Task directions: Find "reading: 3200 RPM", then copy its line and every later line of the entries exactly through the end, leaving all pictures out.

Data for this task:
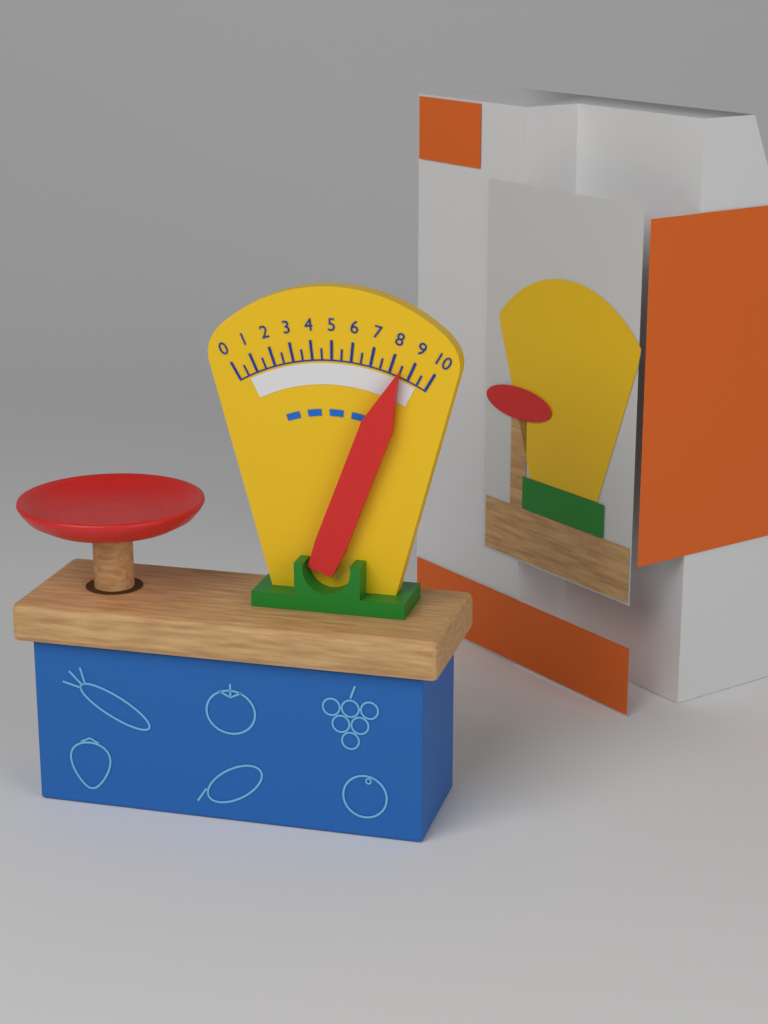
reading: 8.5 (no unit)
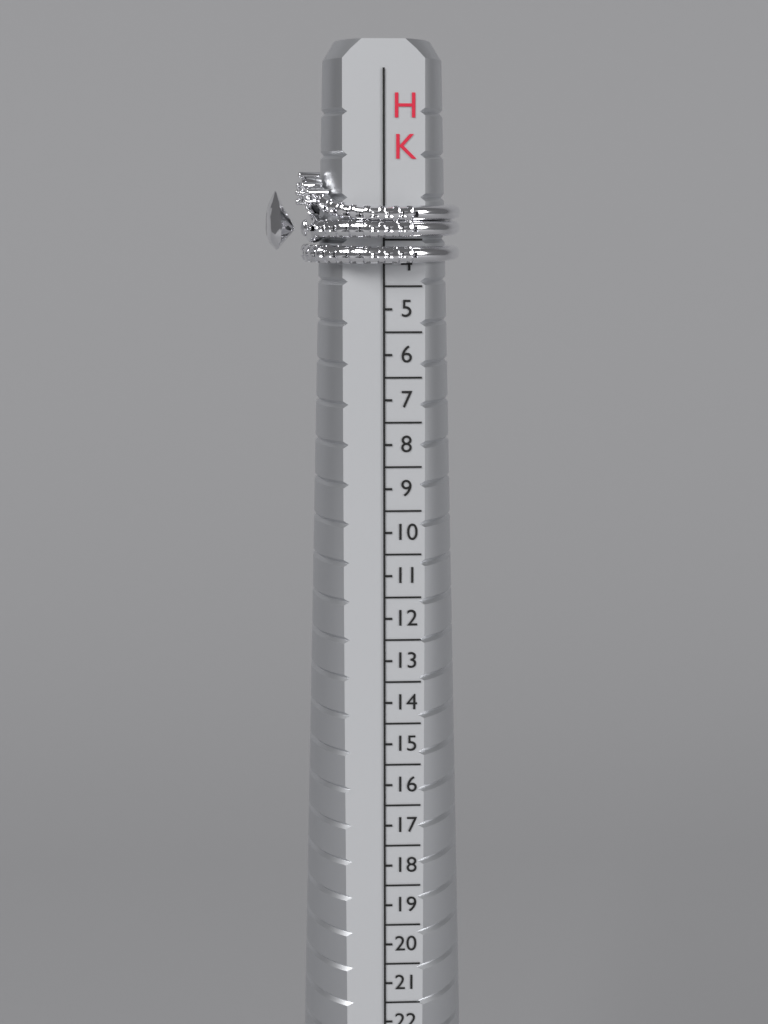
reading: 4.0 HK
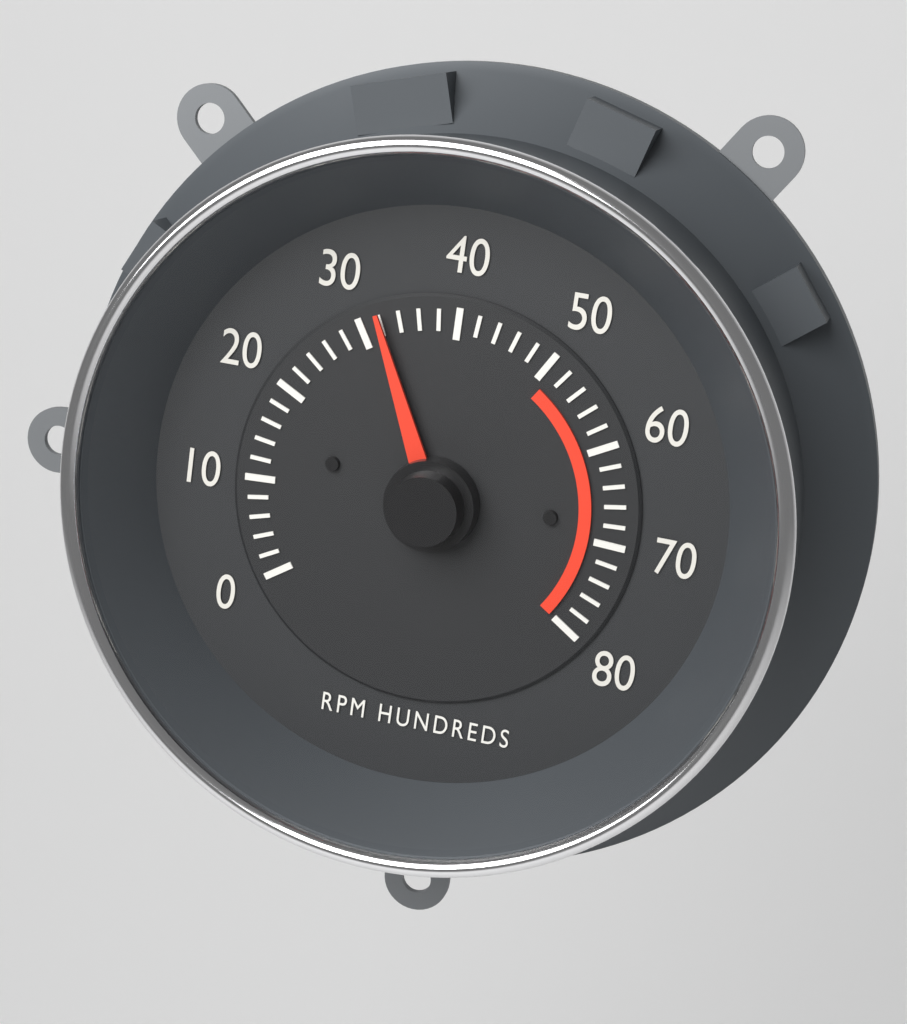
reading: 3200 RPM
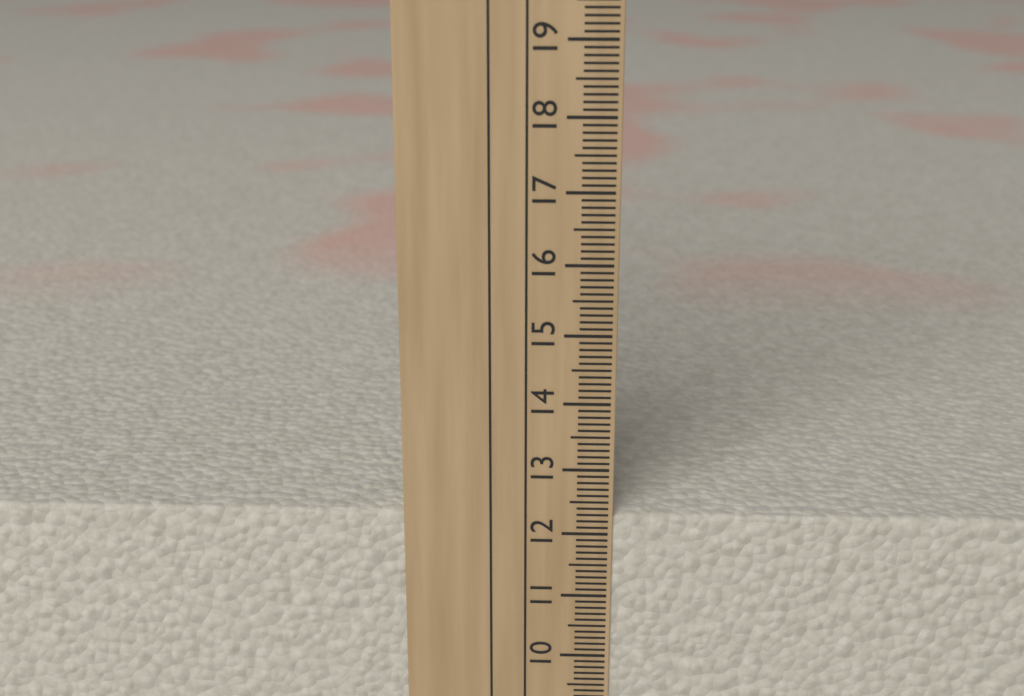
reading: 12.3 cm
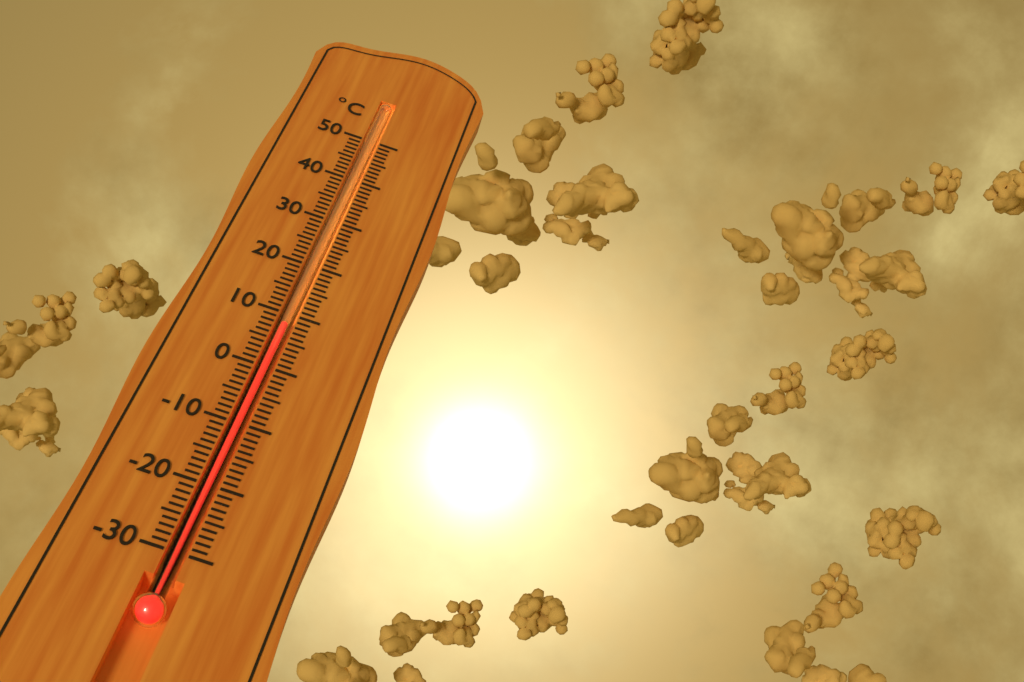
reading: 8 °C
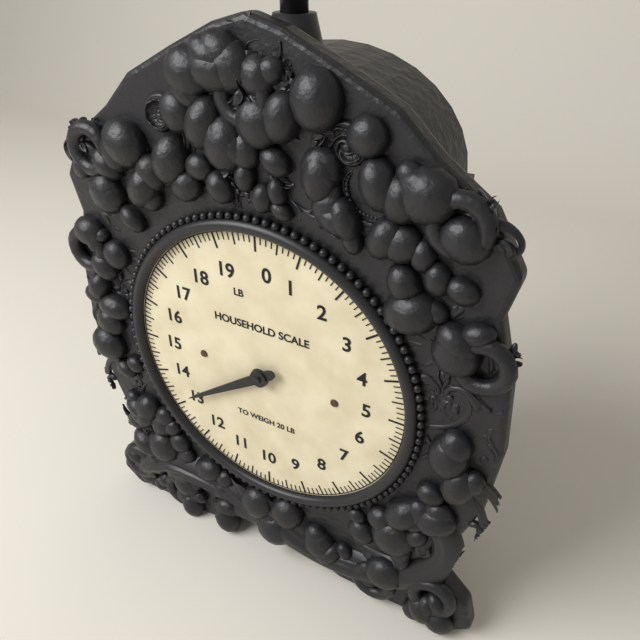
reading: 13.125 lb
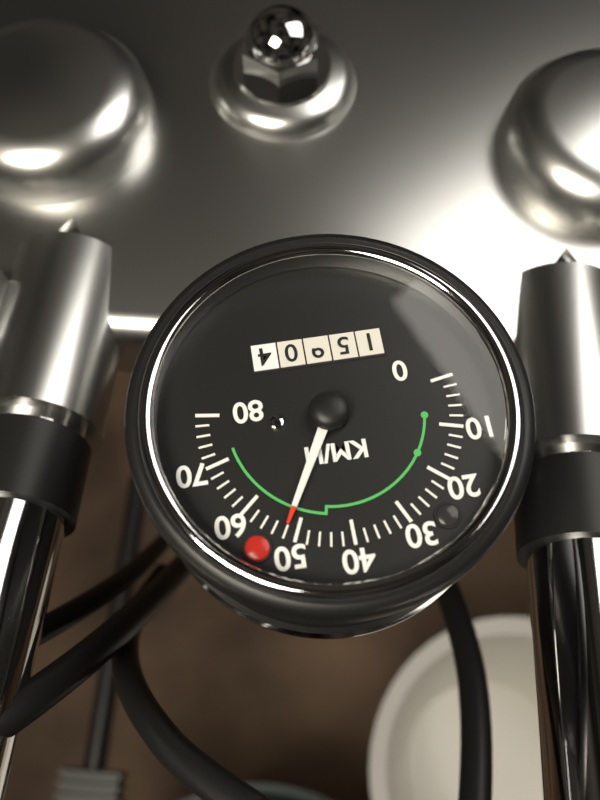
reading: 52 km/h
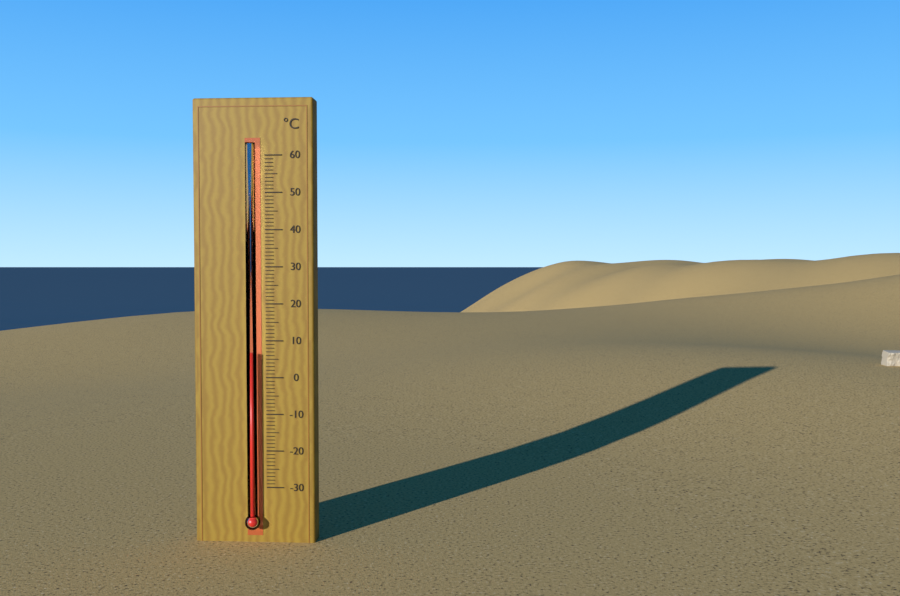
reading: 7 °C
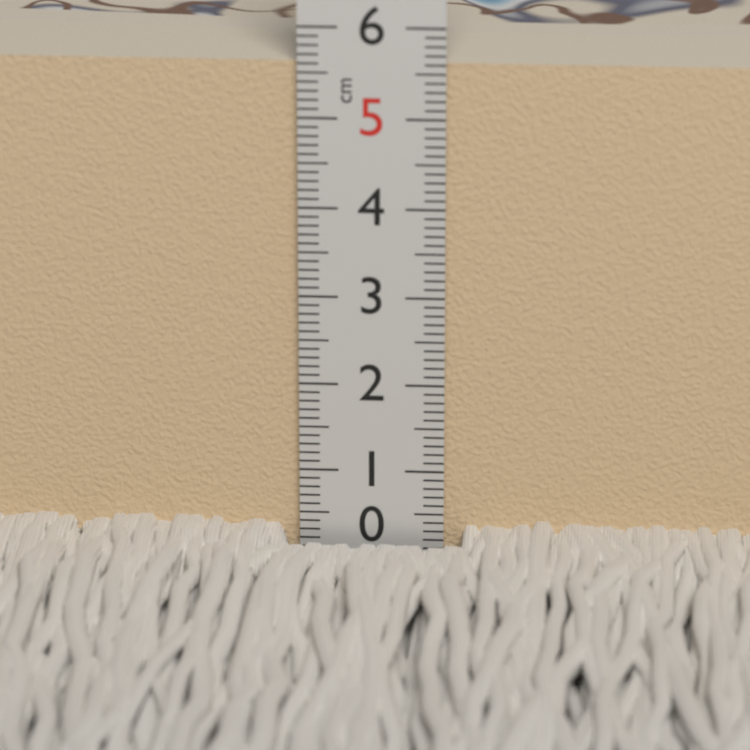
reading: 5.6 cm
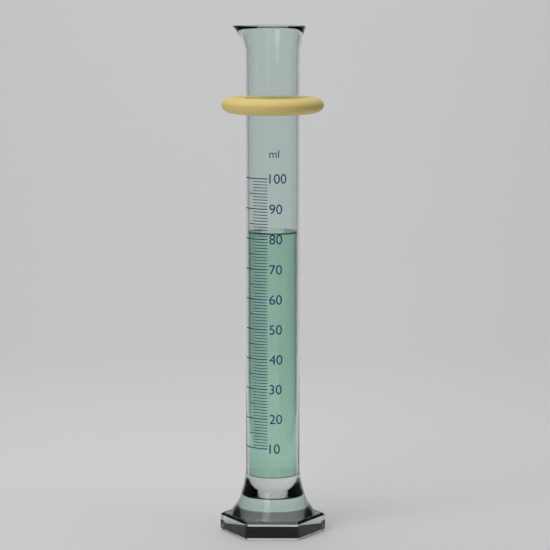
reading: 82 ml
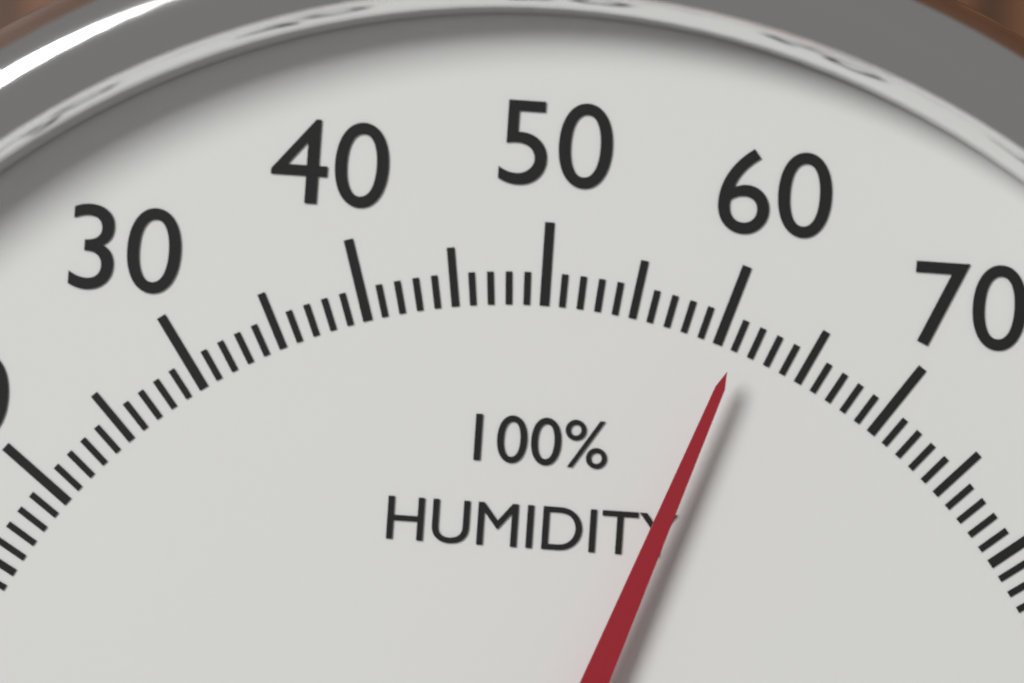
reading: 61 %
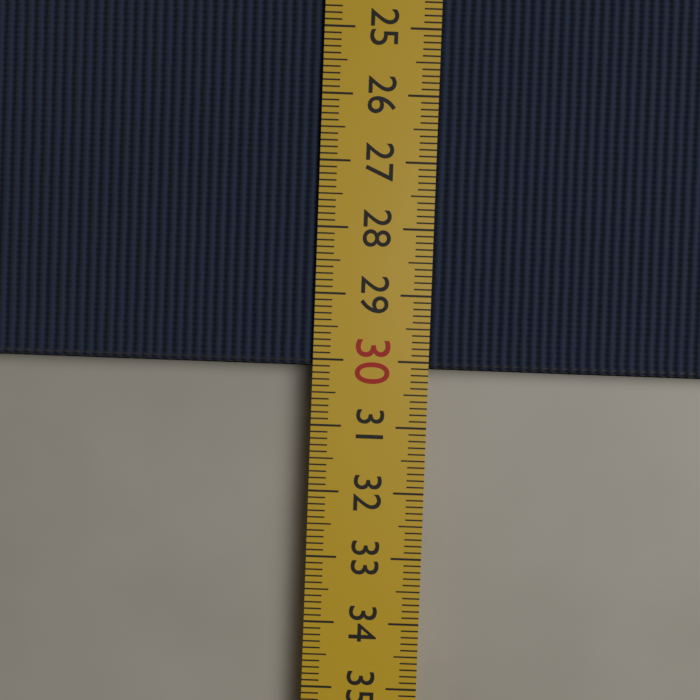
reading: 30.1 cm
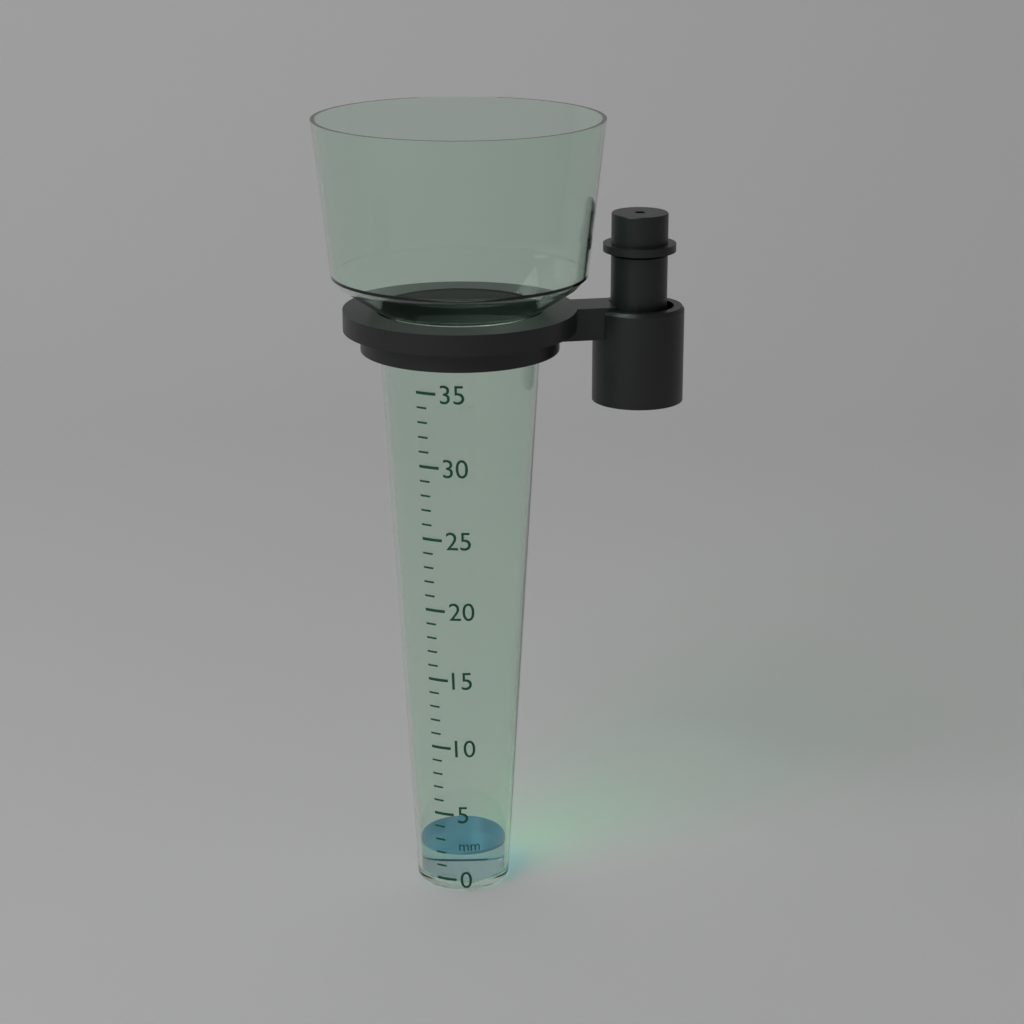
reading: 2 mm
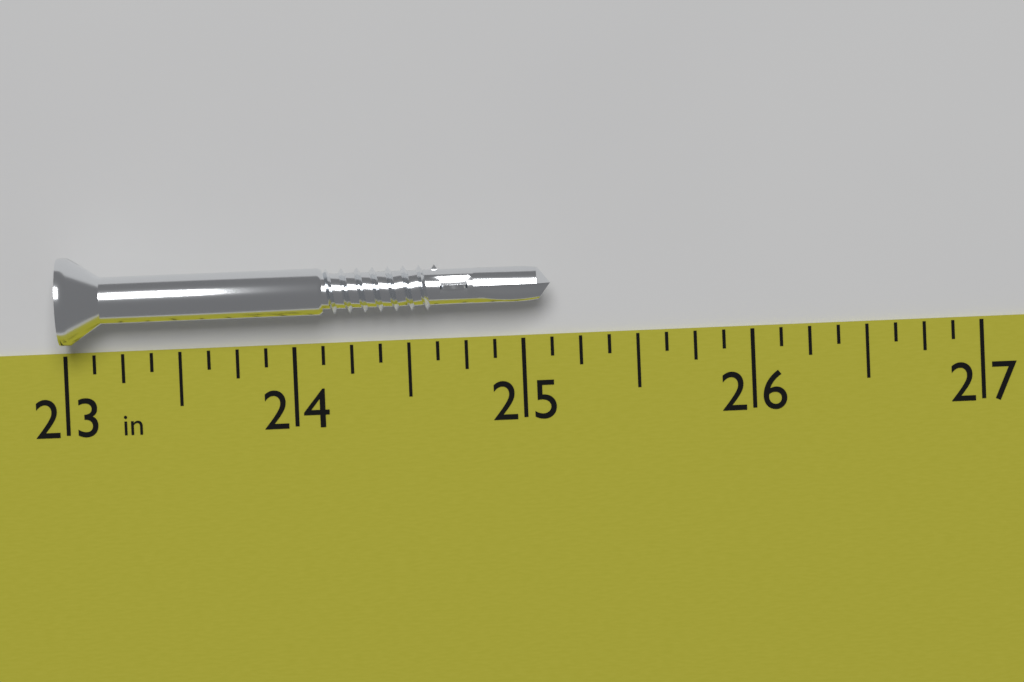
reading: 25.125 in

Output for this exercise:
reading: 3200 RPM
reading: 12.3 cm
reading: 8 °C
reading: 13.125 lb
reading: 52 km/h
reading: 7 °C
reading: 5.6 cm
reading: 82 ml
reading: 61 %
reading: 30.1 cm
reading: 2 mm
reading: 25.125 in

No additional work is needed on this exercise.